Update (2007-08-06): Replaced the actual names of the products and the company with their initials on a request from "T" - Google was ranking this page too highly for their comfort.

2006-06-06

Graphic Novels

I am quite intrigued by graphic novels and look forward to reading some of them, especially those by Alan Moore. I was therefore very happy when I spotted some graphic novels in Landmark, Blossoms and Crossword here in Bangalore. The happiness was rather short-lived as I discovered that they were quite expensive. There is no way I am going to shell out 800 rupees for such a thing when I don't even know if I am going to like it and especially since many of them are in a rather battered condition probably caused by many people browsing through them but then deciding to not buy them.

2006-06-03

GCJ and ECJ

RMS has finallly agreed to using ECJ to generate bytecode for GCJ!

That sound you hear is the huge collective sigh of relief heaved by Free Java hackers everywhere.

2006-06-02

I Blog in Your General Direction

Yumpee considers blogging an act of vanity and inanity. Of course, he doesn't actually refrain from reading such blogs himself and would sometimes tell you a couple of things based on one of your posts accompanied by his trademark smirk.

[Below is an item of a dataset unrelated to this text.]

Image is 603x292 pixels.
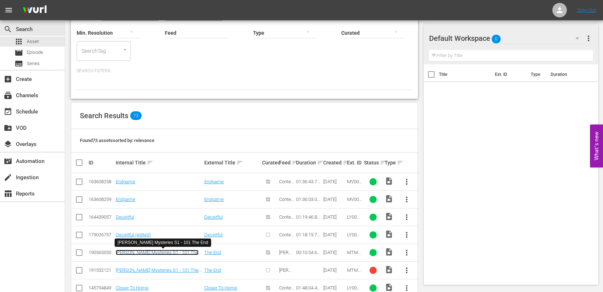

Steve Yegge has a very nice writeup on why one should blog and I will not repeat here what he says there - it is a must-read for all people who think blogging is a completely wasteful activity. I would just add that I personally use my blogs and website as a sort of a Pensieve (what Dumbledore uses to store some of his memories in the Harry Potter series of books), except that I like to record my thoughts too instead of just memories. Sometimes I look at what I wrote a few years ago to see what I was intrigued by or interested in back then and occasionally I can't help but be embarrassed or amused by what I see. It still does not stop me from blogging though, mostly for the reasons that Steve points out in his article.

I have found out that blogs tell me a lot more about a person beyond what I can learn from everyday interactions with him or her. For example, Vikgup, Arpana, Anupama and Mridula have blogs that showed me aspects of their personality and areas of their interest that I had absolutely no inkling about from my conversations with them. If you do not blog yet, go forth and blog (and send me the URL for your blog).

By the way, despite my (admittedly mild) pleas to the contrary, Mark has added this blog to Planet Classpath as well. If you see posts in Planet Classpath via this blog about stuff not related to GCJ or GNU Classpath or Free Software or even technology, you now know who to blame for it.